Grabbing the rail for balance, I grin over my shoulder at Riel.

He shakes his head in amusement. “Little haughty, are we?”

“I think I might be.”

Mr. Farmer hoots some more. “You should be. Say this is your first time?”

“Yes, sir.”

“What do you think?” he asks.

“Scary being so far out, but I love the fishing.”

Mr. Hamns comes toward us. “Wrap it up. Storm’s switched directions. Waves are starting to kick up. Need to head back before it gets too nasty.”

I glance up at the sky. It doesn’t seem so bad…except for those clouds coming toward us.

Riel grabs my fishing pole. “Storms can travel and change direction quickly. If Mr. Hamns says we need to pack up, then we do. Now.”

It starts sprinkling, and I pitch in to help Riel secure the poles and fishing supplies. We take a seat beside Abbie and watch the clouds move closer and closer.

Riel opens a nearby hatch and pulls out two ponchos. He gives one to Abbie and one to me, leaving him with nothing.

“No, that’s okay,” I tell him. “You take it.”

“Absolutely not.

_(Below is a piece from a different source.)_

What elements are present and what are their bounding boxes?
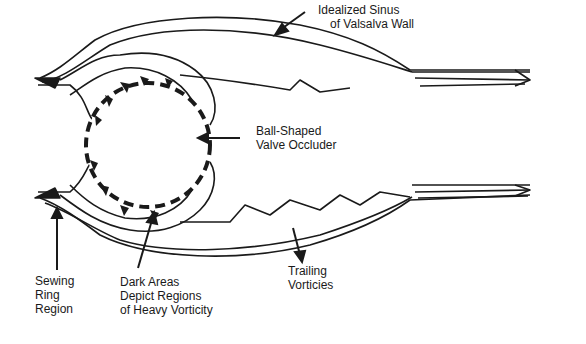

I’m a gentleman.” Then without giving me a chance to respond, he slips the poncho over my head and down my body, and he sits down next to me.

Abbie slips her poncho on and scoots in close to me, and the three of us sit smooshed together, staring off at the horizon.

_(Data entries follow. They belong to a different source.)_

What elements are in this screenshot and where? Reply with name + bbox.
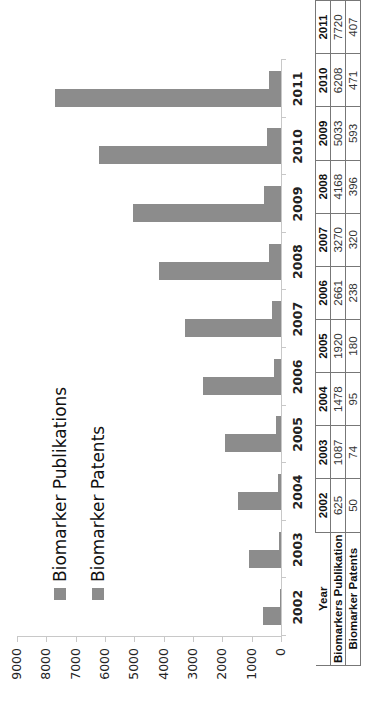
- table-row: Biomarker Patents50749518023832039659347…: [346, 1, 361, 666]
- y-tick-mark: [281, 636, 282, 642]
- table-value-cell: 1920: [331, 319, 346, 372]
- table-value-cell: 180: [346, 319, 361, 372]
- y-tick-mark: [222, 636, 223, 642]
- bar-publikations: [238, 492, 281, 510]
- y-tick-label: 2000: [214, 648, 229, 692]
- y-tick-label: 5000: [126, 648, 141, 692]
- data-table: Year200220032004200520062007200820092010…: [315, 0, 361, 666]
- table-value-cell: 4168: [331, 160, 346, 213]
- table-value-cell: 2661: [331, 266, 346, 319]
- category-label: 2002: [290, 581, 305, 633]
- table-row-label: Biomarker Patents: [346, 532, 361, 665]
- x-tick-mark: [281, 232, 286, 233]
- bar-publikations: [159, 262, 281, 280]
- bar-patents: [272, 301, 281, 319]
- table-value-cell: 1087: [331, 426, 346, 479]
- x-tick-mark: [281, 520, 286, 521]
- table-year-cell: 2010: [316, 54, 331, 107]
- bar-patents: [267, 128, 281, 146]
- y-tick-mark: [105, 636, 106, 642]
- bar-publikations: [133, 204, 281, 222]
- table-header-row: Year200220032004200520062007200820092010…: [316, 1, 331, 666]
- bar-publikations: [203, 377, 281, 395]
- legend-swatch-icon: [54, 588, 66, 600]
- bar-patents: [274, 359, 281, 377]
- y-tick-mark: [252, 636, 253, 642]
- y-tick-mark: [134, 636, 135, 642]
- table-value-cell: 6208: [331, 54, 346, 107]
- bar-patents: [264, 186, 281, 204]
- legend-item-patents: Biomarker Patents: [88, 426, 108, 600]
- table-year-cell: 2008: [316, 160, 331, 213]
- category-axis-line: [281, 60, 282, 636]
- y-tick-label: 9000: [9, 648, 24, 692]
- y-tick-label: 1000: [244, 648, 259, 692]
- table-value-cell: 50: [346, 479, 361, 532]
- legend-swatch-icon: [92, 588, 104, 600]
- y-tick-label: 7000: [68, 648, 83, 692]
- table-year-cell: 2003: [316, 426, 331, 479]
- category-label: 2009: [290, 178, 305, 230]
- table-value-cell: 7720: [331, 1, 346, 54]
- category-label: 2004: [290, 466, 305, 518]
- y-tick-mark: [164, 636, 165, 642]
- bar-patents: [276, 416, 281, 434]
- bar-publikations: [263, 607, 281, 625]
- y-tick-label: 0: [273, 648, 288, 692]
- x-tick-mark: [281, 174, 286, 175]
- table-value-cell: 625: [331, 479, 346, 532]
- table-value-cell: 95: [346, 373, 361, 426]
- category-label: 2005: [290, 408, 305, 460]
- bar-publikations: [99, 146, 281, 164]
- table-year-cell: 2007: [316, 213, 331, 266]
- bar-patents: [279, 532, 281, 550]
- table-value-cell: 593: [346, 107, 361, 160]
- legend-label: Biomarker Patents: [88, 426, 108, 582]
- x-tick-mark: [281, 347, 286, 348]
- category-label: 2011: [290, 63, 305, 115]
- value-axis-line: [17, 636, 281, 637]
- y-tick-mark: [193, 636, 194, 642]
- table-header-cell: Year: [316, 532, 331, 665]
- y-tick-mark: [17, 636, 18, 642]
- y-tick-label: 4000: [156, 648, 171, 692]
- x-tick-mark: [281, 59, 286, 60]
- table-value-cell: 238: [346, 266, 361, 319]
- category-label: 2008: [290, 236, 305, 288]
- table-value-cell: 1478: [331, 373, 346, 426]
- category-label: 2006: [290, 351, 305, 403]
- y-tick-label: 6000: [97, 648, 112, 692]
- table-row-label: Biomarkers Publikation: [331, 532, 346, 665]
- y-tick-label: 8000: [38, 648, 53, 692]
- x-tick-mark: [281, 577, 286, 578]
- category-label: 2003: [290, 524, 305, 576]
- y-tick-mark: [76, 636, 77, 642]
- table-value-cell: 5033: [331, 107, 346, 160]
- bar-publikations: [55, 89, 281, 107]
- table-year-cell: 2002: [316, 479, 331, 532]
- table-value-cell: 320: [346, 213, 361, 266]
- table-row: Biomarkers Publikation625108714781920266…: [331, 1, 346, 666]
- bar-patents: [278, 474, 281, 492]
- bar-publikations: [249, 550, 281, 568]
- table-year-cell: 2009: [316, 107, 331, 160]
- y-tick-mark: [46, 636, 47, 642]
- legend-label: Biomarker Publikations: [50, 387, 70, 582]
- table-value-cell: 74: [346, 426, 361, 479]
- bar-publikations: [185, 319, 281, 337]
- table-year-cell: 2004: [316, 373, 331, 426]
- table-value-cell: 471: [346, 54, 361, 107]
- table-year-cell: 2006: [316, 266, 331, 319]
- table-value-cell: 407: [346, 1, 361, 54]
- x-tick-mark: [281, 405, 286, 406]
- legend-item-publikations: Biomarker Publikations: [50, 387, 70, 600]
- category-label: 2010: [290, 120, 305, 172]
- bar-patents: [269, 71, 281, 89]
- table-value-cell: 396: [346, 160, 361, 213]
- x-tick-mark: [281, 462, 286, 463]
- x-tick-mark: [281, 289, 286, 290]
- table-year-cell: 2011: [316, 1, 331, 54]
- rotated-chart-canvas: 0100020003000400050006000700080009000200…: [0, 0, 381, 711]
- bar-patents: [280, 589, 281, 607]
- table-year-cell: 2005: [316, 319, 331, 372]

“Tide’s rising,” Riel says. “Strong west wind. Waves are likely to increase to twenty before we get back.”

A shiver runs through Abbie. “What does all that mean?”

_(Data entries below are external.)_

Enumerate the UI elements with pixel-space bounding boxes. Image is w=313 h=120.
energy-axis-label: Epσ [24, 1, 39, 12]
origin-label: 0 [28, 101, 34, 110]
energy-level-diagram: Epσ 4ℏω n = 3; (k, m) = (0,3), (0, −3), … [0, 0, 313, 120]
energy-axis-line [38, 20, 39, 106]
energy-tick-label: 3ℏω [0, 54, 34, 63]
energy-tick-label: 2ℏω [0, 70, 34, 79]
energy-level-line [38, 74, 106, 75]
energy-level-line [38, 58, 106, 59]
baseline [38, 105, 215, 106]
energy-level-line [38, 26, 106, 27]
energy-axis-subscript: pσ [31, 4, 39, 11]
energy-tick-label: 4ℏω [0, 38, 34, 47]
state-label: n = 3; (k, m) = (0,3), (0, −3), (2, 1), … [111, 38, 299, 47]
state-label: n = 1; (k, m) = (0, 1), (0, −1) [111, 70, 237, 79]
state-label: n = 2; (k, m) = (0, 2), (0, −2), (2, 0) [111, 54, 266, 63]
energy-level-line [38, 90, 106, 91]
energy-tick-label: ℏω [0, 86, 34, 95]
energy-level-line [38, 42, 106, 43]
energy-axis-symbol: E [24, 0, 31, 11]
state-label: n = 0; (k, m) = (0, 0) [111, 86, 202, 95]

“Means we’re in for a hell of a ride,” he says.

Gradually, the sky grows dark and the winds kick in. Lighting streaks at the exact second the sky opens and rain storms down.

“We should go below deck. Not safe up here anymore.” He grabs my hand, I grab Abbie’s, and through the torrent he leads us down the side of the rocking boat.

As we turn to go through the companionway, I catch sight of Bud standing at the rear of the boat, still in dark glasses, wrapped in a slicker, and holding on to a line. I expect him to follow us down, but he doesn’t. Mr. Farmer stays in the pilot house with Mr. Hamns, leaving me, Riel, and Abbie alone below.

The radio crackles. “All vessels seek safe harbor immediately.”

“Th-that’s bad?” Abbie stammers.

Of course that’s bad. I don’t boat, but even I know that sounds horrible.

Riel turns the radio off. “Mr. Hamns will come tell us if he wants us to know something.”

I sit down beside a mascara-smeared Abbie and try to remain as calm as Riel seems.

Minutes pass and no one speaks. The quieter we are, the more I focus on the boat’s movement.

Right, left, whoosh.

Right, left, whoosh.

Bile bitters my throat, and I swallow.

Right, left, whoosh.

Right, left, whoosh.

“Think of something else,” Riel says. “Don’t focus on the boat’s movement. It’ll make you sick.”

I swallow again. “I know. I-I’m trying.” I stand. “I’m—”

Riel jumps up and snags a bucket. He runs toward me, and I grab it and throw up.

Abbie starts dry heaving.

“Not you, too,” Riel groans.

Abbie holds her hand up. “False alarm.”

Riel hands me a ginger ale. “You’ll be okay now. I’ll go empty the bucket.”

I take a long sip of the soda, and my cheeks heat. “I’m so sorry.” I reach for the bucket. “Where do I empty it?”

Riel shrugs the whole thing off. “I got it.”

He goes up top to empty my puke bucket, and I groan in embarrassment. I can’t believe he just saw me throw up.

As Riel disappears through the hatch, a loud crack pierces the air, and Abbie and I both jump.

Seconds later, Riel stumbles back down the stairs. “Lightning struck the boat!”

“We’re going to die!” Abbie cries.

Mr. Hamns comes down minutes later. “First, let me assure everyone we’re going to be fine. Lightning has struck the boat and disabled the steering mechanism and radio.”

Abbie grabs my hand. “Where’s my dad?”

“He’s still up in the pilot house,” Mr. Hamns answers. “The Coast Guard knows our coordinates based on my last transmission to them. I’ve dropped anchor. We’re gonna ride the storm out until it’s calmer, and I can measure the damage.”

He pauses a moment and sweeps his gaze over me, Riel, then Abbie. “This is a sturdy big lady we’re on. It’ll take a lot more than this squall to sink her.”

He sounds so confident, calm, rational. I’d be a nervous wreck if everyone’s safety depended on me. But Mr. Hamns has years of experience, I remind myself. He knows what he’s doing.